Occupy L.A. Tree Sitter Not Yet a Concern for LAPD
The deadline has passed for Occupy L.A. protesters to leave their encampment on the lawn of City Hall, but many protesters are staying. It's an act of civil disobedience that, after a final dispersal order is given by law enforcement, will land many of them in jail (that is if a federal judge doesn't rule against the city in a restraining order submitted by protesters to stop the eviction).
And if that order is given and arrests occur, one man will likely still be occupying, perhaps for some time. At some point Sunday night or Monday morning, a protester climbed some 20-feet up a tree and hung a sign: "Still Occupied." This morning he was still there.
"At this point it's not a real big concern to us," said Los Angeles Police Lt. Andy Nieman, who noted that the tree-sitter and the rest of the remaining protesters at City Hall Park are all in violation of the park being closed.
Tree sitting in activism is no stranger to California. Julia Butterfly Hill stayed in a redwood tree for 738 days to stop it from being cut down by loggers in the late 90s. John Quigley sat in a Santa Clarita Valley oak tree for 71 days in an attempt to stop it from being chopped down in the early aughts. Both Hill and Quigley protested the closure of the South Central Farm in 2006 by tree sitting with actor Daryl Hannah and folk singer Joan Baez. Later that year a nearly two-year tree sit-in at U.C. Berkley known as the oak grove controversy began (most recently, one of those tree sitters, Zachary Running Wolf, took to a tree at Occupy Oakland). And earlier this year, four environmental protesters--Quigley, again, included--sat in trees in Arcadia.
Nieman said if the protester does not voluntarily leave the tree--a cherry picker will be offered to assist--there are methods to safely extract him, including sending SWAT team members up there.
And if tree sitting was not enough, a tree house has also been built in another portion of the park.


# Work item
Transcribe the records in full; omit images.

# Data to use
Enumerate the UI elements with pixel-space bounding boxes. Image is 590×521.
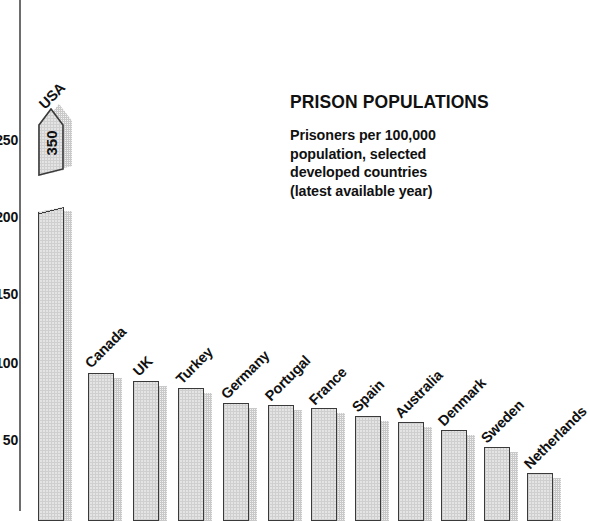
y-axis-tick-labels: 25020015010050 (0, 0, 18, 511)
bar-label-sweden: Sweden (478, 397, 527, 446)
chart-subtitle-line: Prisoners per 100,000 (290, 126, 500, 145)
bar-label-turkey: Turkey (173, 344, 216, 387)
chart-title: PRISON POPULATIONS (290, 92, 500, 113)
bar (527, 473, 553, 521)
plot-area: 350USACanadaUKTurkeyGermanyPortugalFranc… (21, 0, 489, 511)
title-block: PRISON POPULATIONS Prisoners per 100,000… (290, 92, 500, 200)
bar-usa-pointed-cap: 350 (38, 108, 64, 176)
bar-label-spain: Spain (349, 376, 388, 415)
bar-label-canada: Canada (82, 323, 130, 371)
chart-subtitle: Prisoners per 100,000population, selecte… (290, 126, 500, 200)
y-tick-label: 250 (0, 133, 18, 147)
bar (484, 447, 510, 521)
y-tick-label: 100 (0, 356, 18, 370)
bar (355, 416, 381, 521)
y-tick-label: 50 (0, 433, 18, 447)
bar-usa-lower-segment (38, 207, 64, 521)
chart-subtitle-line: population, selected (290, 145, 500, 164)
bar (88, 373, 114, 521)
y-tick-label: 200 (0, 210, 18, 224)
bar (311, 408, 337, 521)
bar (441, 430, 467, 521)
bar (223, 403, 249, 521)
bar (133, 381, 159, 521)
bar-value-label: 350 (43, 131, 60, 156)
bar-label-uk: UK (130, 353, 156, 379)
bar-label-netherlands: Netherlands (521, 403, 590, 472)
bar (268, 405, 294, 521)
bar (178, 388, 204, 521)
bar (398, 422, 424, 521)
chart-subtitle-line: (latest available year) (290, 182, 500, 201)
bar-label-france: France (306, 364, 350, 408)
bar-label-denmark: Denmark (435, 375, 489, 429)
chart-subtitle-line: developed countries (290, 163, 500, 182)
y-tick-label: 150 (0, 287, 18, 301)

# Response box
Enumerate the UI elements with pixel-space bounding boxes. Image is 590×521.
y-axis-tick-labels: 25020015010050 (0, 0, 18, 511)
bar-label-sweden: Sweden (478, 397, 527, 446)
chart-subtitle-line: Prisoners per 100,000 (290, 126, 500, 145)
bar-label-turkey: Turkey (173, 344, 216, 387)
chart-title: PRISON POPULATIONS (290, 92, 500, 113)
bar (527, 473, 553, 521)
plot-area: 350USACanadaUKTurkeyGermanyPortugalFranc… (21, 0, 489, 511)
title-block: PRISON POPULATIONS Prisoners per 100,000… (290, 92, 500, 200)
bar-usa-pointed-cap: 350 (38, 108, 64, 176)
bar-label-spain: Spain (349, 376, 388, 415)
bar-label-canada: Canada (82, 323, 130, 371)
chart-subtitle: Prisoners per 100,000population, selecte… (290, 126, 500, 200)
y-tick-label: 250 (0, 133, 18, 147)
bar (484, 447, 510, 521)
y-tick-label: 100 (0, 356, 18, 370)
bar (355, 416, 381, 521)
y-tick-label: 50 (0, 433, 18, 447)
bar-usa-lower-segment (38, 207, 64, 521)
chart-subtitle-line: population, selected (290, 145, 500, 164)
bar (88, 373, 114, 521)
y-tick-label: 200 (0, 210, 18, 224)
bar (311, 408, 337, 521)
bar (441, 430, 467, 521)
bar (223, 403, 249, 521)
bar (133, 381, 159, 521)
bar-value-label: 350 (43, 131, 60, 156)
bar-label-uk: UK (130, 353, 156, 379)
bar-label-netherlands: Netherlands (521, 403, 590, 472)
bar (268, 405, 294, 521)
bar (178, 388, 204, 521)
bar (398, 422, 424, 521)
chart-subtitle-line: (latest available year) (290, 182, 500, 201)
bar-label-france: France (306, 364, 350, 408)
bar-label-denmark: Denmark (435, 375, 489, 429)
chart-subtitle-line: developed countries (290, 163, 500, 182)
y-tick-label: 150 (0, 287, 18, 301)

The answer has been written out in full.